A map popped up in the Washington Post last week, illustrating a recent report (pdf) on expressions of religiosity and atheism around the world. It seems China has the greatest share of the global population of self-identified atheists. And this raises a question: why is China so atheistic?
The Wapo article mentions the Taiping rebellion, a religiously-inspired 19th century civil war that led subsequent Chinese governments to take a dim view of strongly institutionalized faith communities, and the militant atheism of the Maoist regime as key factors in understanding the current situation. These are certainly part of the story. But there are deeper historical-political roots to contemporary atheism in China.
We have to go all the way back to the emergence of a strong, centralized state apparatus and the use of Confucianism as an officially sanctioned state ideology to see the most fundamental origins of atheism in China. This started in the Han dynasty but was refined in the Sui and Tang and after. In essence, the examination system created a powerful incentive for the study and mastery of a particular philosophy. While it it true that there were always other schools of thought and religions circulating in Chinese society – Daoism, Buddhism, Islam, etc. – none of these brought the promise of access to power and wealth in the manner of Confucianism. Fathers would press their sons to learn the Confucian canon and sit for the imperial exams because that was a direct and concrete means to familial prosperity.
The political advantage enjoyed by Confucianism thus privileged a moral theory that did not focus on a god or gods as central figures of worship and meaning. As I have argued before here, Confucianism does not fit neatly into our usual definitions of "religion" because of its "this worldly" orientation. Anna Sun's new book, Confucianism as a World Religion is an extended treatment of the checkered historical interactions of the largely Western-determined definition of "religion" and the Chinese experience of "Confucianism."
As good as Sun's work is, however, I think that the issue here more than a cross-cultural mismatch of sociological categories (i.e. what counts as a "religion" or not). Confucianism simply does not foreground god/gods. It might function as a "religion" in certain ways, but it does not create a universalizing, transcendent faith, in the manner that we usually associate with "religion". Thus, while Confucianism certainly assumes a spirit world, it does not produce a strong theism. We might see it as agnostic. As such, it does not produce a cultural milieu that is strongly supportive of theistic worship. In this negative sense, then, it could be seen as enabling atheism because it does not uphold theism.
Long story short: the material advantages associated with the study of Confucianism within the examination system produced a powerful cultural tendency that facilitated a modern atheism. When the tumult of the nineteenth and twentieth centuries then roiled Chinese society, it is not too surprising that the ultimate result looks like the reported contemporary incidence of atheism. The cultural ground, at least at the elite level of socio-political power, was never all that supportive of theism, and thus atheism faced fewer obstacles.
Of course all of this must be qualified: even though on this one measure China may appear to be the "world's most atheistic country," it is also true that religious faith and practice are growing markedly there. I suspect that Anna Sun would say we are still asking the wrong questions. And she may well be right.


EXERCISE BRIEF:
Scan the records for lines with the string "shaft". Say how many there are, and add nothing.
*** MATERIALS PROVIDED
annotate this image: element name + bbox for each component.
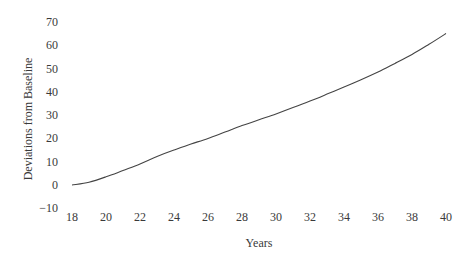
y-tick-label: 10: [46, 155, 58, 169]
x-tick-label: 34: [338, 210, 350, 224]
x-tick-label: 32: [304, 210, 316, 224]
x-tick-label: 24: [168, 210, 180, 224]
x-tick-label: 30: [270, 210, 282, 224]
y-tick-label: 30: [46, 108, 58, 122]
x-tick-label: 36: [372, 210, 384, 224]
y-tick-label: 50: [46, 62, 58, 76]
line-chart: Deviations from Baseline −10010203040506…: [0, 0, 465, 260]
x-tick-label: 38: [406, 210, 418, 224]
y-tick-label: 40: [46, 85, 58, 99]
y-tick-label: 0: [52, 178, 58, 192]
x-tick-label: 18: [66, 210, 78, 224]
x-tick-label: 26: [202, 210, 214, 224]
y-tick-label: −10: [39, 201, 58, 215]
y-axis-label: Deviations from Baseline: [21, 58, 35, 181]
y-tick-label: 20: [46, 131, 58, 145]
y-tick-label: 60: [46, 38, 58, 52]
x-tick-label: 40: [440, 210, 452, 224]
x-axis-ticks: 182022242628303234363840: [66, 210, 452, 224]
data-line: [72, 34, 446, 186]
y-axis-ticks: −10010203040506070: [39, 15, 58, 215]
x-tick-label: 28: [236, 210, 248, 224]
x-tick-label: 20: [100, 210, 112, 224]
y-tick-label: 70: [46, 15, 58, 29]
x-axis-label: Years: [246, 236, 273, 250]
x-tick-label: 22: [134, 210, 146, 224]
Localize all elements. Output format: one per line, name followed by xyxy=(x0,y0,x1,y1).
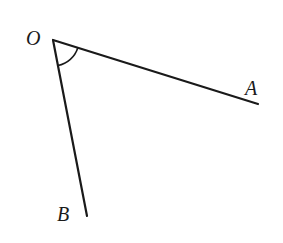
point-label-o: O xyxy=(26,27,40,49)
angle-diagram: O A B xyxy=(0,0,283,243)
diagram-canvas: O A B xyxy=(0,0,283,243)
ray-ob xyxy=(53,40,87,216)
ray-oa xyxy=(53,40,258,104)
point-label-a: A xyxy=(243,77,258,99)
point-label-b: B xyxy=(57,203,69,225)
angle-arc-mark xyxy=(58,48,78,66)
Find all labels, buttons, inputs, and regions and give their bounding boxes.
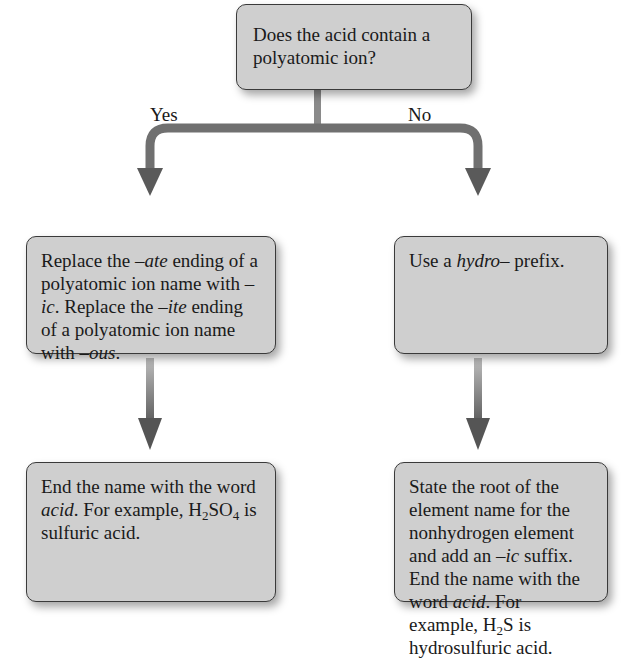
yes-label: Yes [150, 104, 178, 126]
question-box: Does the acid contain a polyatomic ion? [236, 4, 472, 90]
formula-h2so4: H2SO4 [188, 499, 239, 520]
no-down-arrowhead [466, 418, 490, 450]
no-step2-text: State the root of the element name for t… [409, 475, 595, 659]
no-down-shaft [474, 358, 482, 428]
no-arrowhead [465, 168, 491, 196]
question-text: Does the acid contain a polyatomic ion? [253, 23, 459, 69]
yes-arrowhead [137, 168, 163, 196]
yes-step2-box: End the name with the word acid. For exa… [26, 462, 276, 602]
question-stem [314, 90, 321, 128]
yes-step2-text: End the name with the word acid. For exa… [41, 475, 263, 544]
yes-step1-text: Replace the –ate ending of a polyatomic … [41, 249, 263, 364]
no-label: No [408, 104, 431, 126]
no-step1-box: Use a hydro– prefix. [394, 236, 608, 354]
yes-down-shaft [146, 358, 154, 428]
formula-h2s: H2S [483, 614, 514, 635]
no-step1-text: Use a hydro– prefix. [409, 249, 595, 272]
yes-step1-box: Replace the –ate ending of a polyatomic … [26, 236, 276, 354]
yes-down-arrowhead [138, 418, 162, 450]
no-step2-box: State the root of the element name for t… [394, 462, 608, 602]
branch-bar [150, 128, 478, 174]
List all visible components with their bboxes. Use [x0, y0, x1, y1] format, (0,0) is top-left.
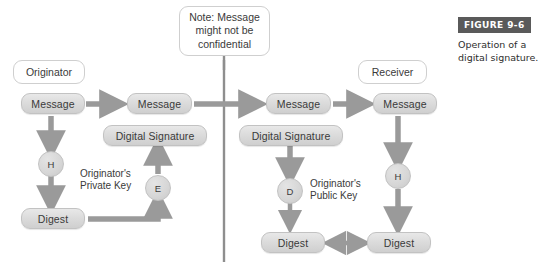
******
WRITTEN ANSWER:
2